While the online controversy via Twitter mounted, less interesting but as bizarre as Dawkin’s remarks have been tweets about Nobel committee and two Muslim Nobel laureates by the Turkish prime minister with far different motivations than the atheist professor. Engaging in a fresh round of condemning the military takeover in Egypt, Premier Recep Tayyip Erdoğan this time aimed at Mohamed ElBaradei, the Nobel-winner vice president in the military-backed Egyptian interim government, while questioning the wisdom of the Nobel committee for awarding him. He also said while ElBaradei “has sided with coup plotters,” another Nobel laureate, Tevekkül Karman – Turkish citizen of Yemeni origin – was not allowed to enter Egypt.
Erdoğan’s comparative Nobel model failed to lure global attention comparing with the worldwide fury – as well as support – following Dawkin’s tweets, but the two antipole figures have found something in common regarding the manipulation of the prize as leverage in attacks against their real targets. (A quick note must be made that Dawkins later suggested that he should have had “subtracted the Peace Prizes since they are controversial.” But his offer makes things even worse since it’d mean a lower score for Muslim side.)
Dawkins has long been in the eye of the storm for his neo-atheist approach, which is accused of vilifying particularly Islam and legitimating the Crusade-like campaigns against Muslims after the 9/11 attacks in the United States. In March, the professor confessed that he haven’t read the Quran, surprising fans and critics alike for not having a clue about the book of Islam. He was also defiant and said: “Of course you can have an opinion about Islam without having read the Quran. You don’t have to read Mein Kampf to have an opinion about Nazism.”
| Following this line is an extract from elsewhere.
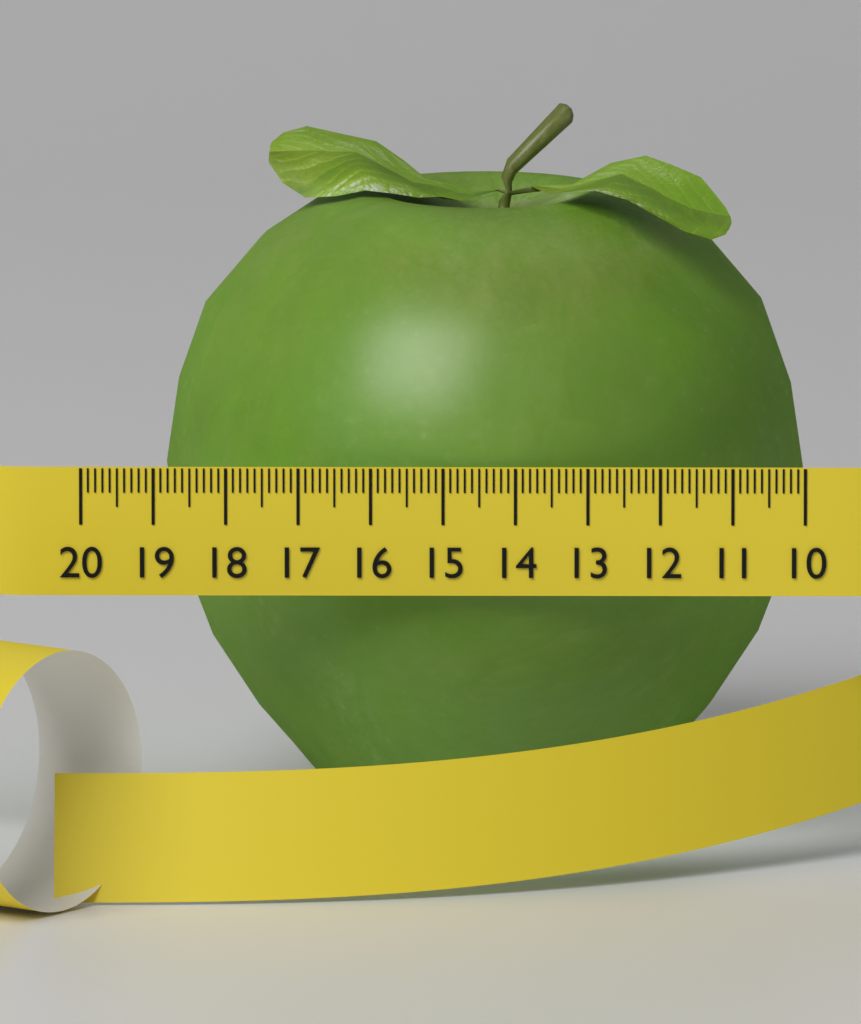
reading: 18.9 (no unit)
Although criticism on Dawkins for his Islamophobia proved to be true to some extent, it would be unfair to crucify him for having a solely anti-Islam stance as an outspoken scholar on religion. He had sparked controversies by attacking the Church and pope in the past. However, what he has been insisting on not realizing is that Muslims have been put on the target in the post-Sept. 11 era not only for their religious beliefs or practices but also just being in or from “the other side” of the world.
In his defense against the recent racism accusations, Dawkins said he used a comparison with the Trinity College because he “judged [it] less offensive to Muslims than the even more dramatic comparison with Jews (who have garnered an ASTOUNDINGLY large number of Nobel Prizes).” Even this statement pointed out that his criticism, or even war, against religion is becoming single-sided on Islam, considering the fact that many Jewish Nobel laureates have no weaker ties with their religion.
Returning back to our little world in Turkey, the offensive remarks by the prime minister on the Nobel committee and its judgment in honoring hopefuls would contribute no less to a Huntington-model divide than the atheist professor. In other words, if the professor provides legitimation to Islamophobia and right-wing neo-con policies on Muslims, (looking from here he does), the Turkish premier has seemed to engage in a somewhat “Westernophobia” that would drag his country to more solitude.